The Uncomfortable Truth

I don't claim to be right about everything. We won't know if this approach works until it actually happens. But I believe these harder conversations and harder situations are overall good. They're healthy.

Suffering is involved. There's always suffering involved in change.

Our grandparents didn't have SNAP benefits. They grew gardens. They helped neighbors. They built communities that functioned without federal oversight. Americans are resourceful when we have to be.

The question is whether we're willing to be uncomfortable long enough to rediscover that resourcefulness.

The Line We're Walking

I was asked where the line is. At what point does necessary disruption cross over into something that damages the people we're trying to help become self-reliant?

Here's my answer: the same harshness applies whether it's nature or government. You don't walk into a blizzard without protection. You freeze to death. We accept that as normal because nature does it.

Why can't that same principle apply to government dependency?

I think a similar harshness needs to shock people into realizing that government programs have been abused for too long. We all need to get off them and stand on our own two feet.

What I'm Actually Fighting For

I started Noncompliant America during the COVID lockdowns. I watched liberties get stripped away. I saw people accept tyranny because they were afraid.

Fear is the mind killer.

The core principle that connects my opposition to lockdowns and my support for SNAP cuts is the same: government intervention that creates dependency is tyranny, whether it comes through mandates or through benefits.

The government should work for us. We shouldn't be slaves to the system.

This shutdown is forcing a reckoning with unsustainable federal programs. It's breaking dependency cycles. It's restoring the understanding that constitutional governance has limits.

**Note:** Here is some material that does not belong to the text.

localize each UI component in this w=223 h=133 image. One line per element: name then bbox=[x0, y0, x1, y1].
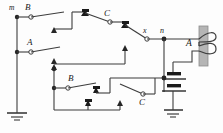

The mainstream narrative ignores the potential benefits of systemic disruption. They want you scared. They want you dependent. They want you believing that without government assistance, society collapses.

I'm betting on Americans being stronger than that.

The Debt We Can't Ignore

Our national debt stands at $37.6 trillion. That's 122.6% of GDP. Interest payments on that debt totaled $970 billion last year, surpassing defense spending.

We're paying nearly a trillion dollars just to service debt. That money produces nothing. It helps no one. It reveals the Ponzi scheme nature of our current fiscal path.

Publicly held debt is projected to reach 200% of GDP by 2047. This isn't a future problem. It's happening right now.

The shutdown is exposing what was always coming. We can have this conversation now, on our terms, or we can wait until the entire system collapses under its own weight.

Final Thoughts

I don't know if this is the correct path. I'm not claiming perfect foresight. But I believe confrontation is necessary. Compromise has gotten us $37.6 trillion in debt and 42 million Americans dependent on government food assistance.

The philosophical divide over government's proper role requires confrontation to achieve meaningful reform.

Some people will adapt and thrive. Some will struggle. That's the reality of any major transition. But Americans have survived worse. We've overcome greater challenges.

The question is whether we have the courage to be uncomfortable long enough to remember who we are.

Suffrage is the catalyst to change. Always has been. Always will be.

This is Joshua Michael, Noncompliant America. Thanks for reading.